In 11th grade, my American Literature class read “The Adventures of Huckleberry Finn.” At the time, I was a little more concerned about the Tigers’ march to the World Series than one of the classic American novels, but I do have one pretty strong memory from the two or three weeks the class spent discussing the book.
At the end of the unit, we assembled into groups with the purpose of performing a little theater. Only we weren’t reciting anything written by Mark Twain. We were charged with acting out a courtroom controversy in which a fictional parent sued a make-believe school board for requiring their child read such vile and hurtful language.
It’s commonplace for high school English teachers to discuss the “controversial” nature of “Huckleberry Finn” when they’re teaching it, and my instructor thought a little “Law and Order: Suburbia” would handle that part of the lesson.
I played the role of the schoolteacher in our little charade and was grilled with questions from my classmates-turned-attorneys about my reasons for assigning such an “offensive” book.
To defend my actions, I constantly argued that “Huckleberry Finn” was an important book and my students were capable of handling the language. The “N-word” may be offensive, but that doesn’t mean we should be afraid to read it, especially when the book was set during a time of intense racial conflict.
After all, I said in character, it’s not any worse than the music they’re listening to on the way home and it’s better writing.
I’m pretty sure the rest of the class (or Jury) ruled in my favor, but if Alan Gribben had been in the room, I might not have been so lucky.
He’s the Mark Twain scholar who announced this week that he would be editing a new edition of “Huckleberry Finn” to replace every instance of the word N-word with “slave” in order to make the book more appropriate.
Apparently, this is called pre-emptive censorship. Gribben is trying to lift the material from the text that has earned the book the fourth most “bannings” in the country.
I have to say, I love the idea of preemptive censorship. I just don’t think this is the right place for it.
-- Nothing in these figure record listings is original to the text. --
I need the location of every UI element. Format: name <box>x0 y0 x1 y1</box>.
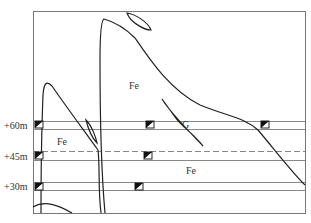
zone-label-g: G <box>182 120 189 130</box>
geologic-section-diagram <box>0 0 311 223</box>
diagram-frame <box>34 12 306 214</box>
zone-label-fe-left: Fe <box>57 137 67 147</box>
level-label-30m: +30m <box>4 182 27 192</box>
level-label-45m: +45m <box>4 152 27 162</box>
zone-label-fe-lower: Fe <box>186 166 196 176</box>
level-label-60m: +60m <box>4 121 27 131</box>
station-markers <box>35 121 269 190</box>
level-lines <box>33 122 305 191</box>
zone-label-fe-upper: Fe <box>129 81 139 91</box>
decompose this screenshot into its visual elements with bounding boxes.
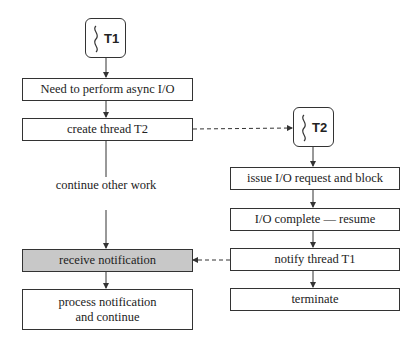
- step-text: receive notification: [59, 253, 156, 268]
- step-text: I/O complete — resume: [255, 212, 375, 227]
- step-text: issue I/O request and block: [247, 171, 383, 186]
- step-terminate: terminate: [230, 288, 400, 311]
- step-text: create thread T2: [67, 122, 148, 137]
- step-text: terminate: [291, 292, 338, 307]
- step-text: process notification and continue: [53, 295, 162, 325]
- step-create-thread-t2: create thread T2: [22, 118, 193, 141]
- thread-t2-label: T2: [312, 120, 327, 135]
- step-process-notification: process notification and continue: [22, 289, 193, 330]
- step-text: Need to perform async I/O: [41, 82, 175, 97]
- step-text: notify thread T1: [275, 252, 356, 267]
- thread-t1-node: T1: [85, 18, 126, 58]
- thread-t2-node: T2: [293, 107, 334, 147]
- thread-t1-label: T1: [104, 31, 119, 46]
- edge-label-continue-other-work: continue other work: [52, 177, 160, 194]
- thread-squiggle-icon: [90, 25, 102, 53]
- step-need-async-io: Need to perform async I/O: [22, 78, 193, 101]
- step-io-complete: I/O complete — resume: [230, 208, 400, 231]
- thread-squiggle-icon: [298, 114, 310, 142]
- step-issue-io-request: issue I/O request and block: [230, 167, 400, 190]
- step-receive-notification: receive notification: [22, 249, 193, 272]
- step-notify-thread-t1: notify thread T1: [230, 248, 400, 271]
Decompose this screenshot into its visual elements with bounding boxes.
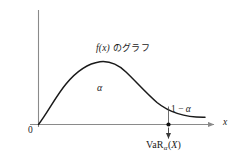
curve-name-label: f(x) のグラフ bbox=[96, 44, 150, 54]
figure-canvas bbox=[0, 0, 243, 168]
origin-label: 0 bbox=[28, 126, 33, 136]
density-curve bbox=[39, 62, 206, 125]
x-axis-label: x bbox=[223, 118, 227, 128]
tail-alpha: α bbox=[186, 104, 191, 114]
var-point-marker bbox=[166, 122, 170, 126]
var-paren-close: ) bbox=[178, 139, 181, 150]
tail-probability-label: 1 − α bbox=[171, 105, 191, 115]
curve-name-japanese: のグラフ bbox=[110, 43, 150, 53]
var-name: VaR bbox=[146, 139, 164, 150]
alpha-region-label: α bbox=[97, 83, 102, 93]
var-density-figure: f(x) のグラフ α 1 − α 0 x VaRα(X) bbox=[0, 0, 243, 168]
var-caption-label: VaRα(X) bbox=[146, 140, 181, 152]
curve-name-latin: f(x) bbox=[96, 43, 110, 53]
tail-prefix: 1 − bbox=[171, 104, 186, 114]
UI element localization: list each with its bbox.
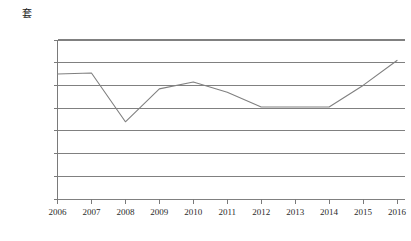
- series-line: [58, 60, 398, 121]
- gridlines: [58, 40, 406, 199]
- line-chart: 套 020 00040 00060 00080 000100 000120 00…: [0, 0, 411, 241]
- data-series: [58, 60, 398, 121]
- plot-area: [0, 0, 411, 241]
- y-axis-ticks: [54, 40, 58, 199]
- x-axis-ticks: [58, 199, 398, 204]
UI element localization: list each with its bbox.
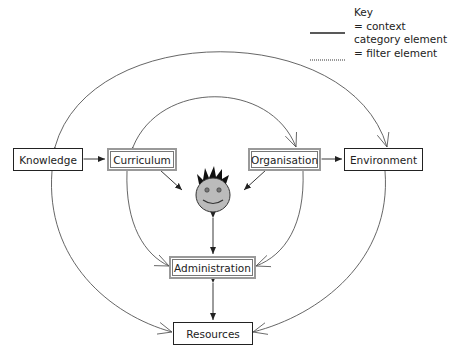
node-administration: Administration [169,256,256,279]
node-label: Curriculum [113,154,171,166]
node-label: Resources [186,328,240,340]
key-title: Key [354,6,447,20]
node-curriculum: Curriculum [107,148,177,171]
node-knowledge: Knowledge [13,148,83,171]
node-environment: Environment [344,148,423,171]
node-label: Knowledge [19,154,77,166]
key-filter-label: = filter element [354,47,447,61]
key-legend: Key = context category element = filter … [354,6,447,60]
key-context-label: = context [354,20,447,34]
key-category-label: category element [354,33,447,47]
node-organisation: Organisation [248,148,321,171]
node-resources: Resources [173,322,253,345]
smiley-face-icon [196,166,230,212]
node-label: Environment [350,154,417,166]
node-label: Administration [174,262,251,274]
node-label: Organisation [251,154,318,166]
“Huckleberry Finn” is one of the great American novels and the use of language that is offensive by modern standards is part of that book. It isn’t something you can separate out. That’s like taking the adultery out of “The Scarlet Letter.”
In the wake of the Gribben announcement, almost no one came to his defense. It’s a rare occurrence in this country for Fox News and MSNBC to spear the same person, but Gribben managed to draw fire from both.
Needless to say, there won’t be too many copies of “The New and Improved Adventures of Huckleberry Finn” on American bookshelves.
Instead of attacking Gribben any further, a more productive use of our time should be devoted to this idea of preemptive censorship.
Let’s censor books that are terrible, not ones that have words that make us uncomfortable.
To start, I’d like to enlist M. Night Shyamalan to write a twist ending to “The Catcher in the Rye.” Then we ought to do something about William Faulkner. While we’re at it, let’s make the “The Great Gatsby” one giant episode of The Bachelor.
Classics are enduring for one reason or another. Some endure because they’re well written, others because they’re a great story. Some survive because they capture a moment in history; while others survive because they changed the way we see literature.
So to Gribben, please stop editing good literature when there is so much awful literature that is left alone. To the rest of you, start tearing pages out of books and start inserting more interesting characters and plot developments.
If we’re going to censor anything, let’s make it something that wasn’t any good the first time. I’d rather save the country from bad writing than bad language. Class dismissed.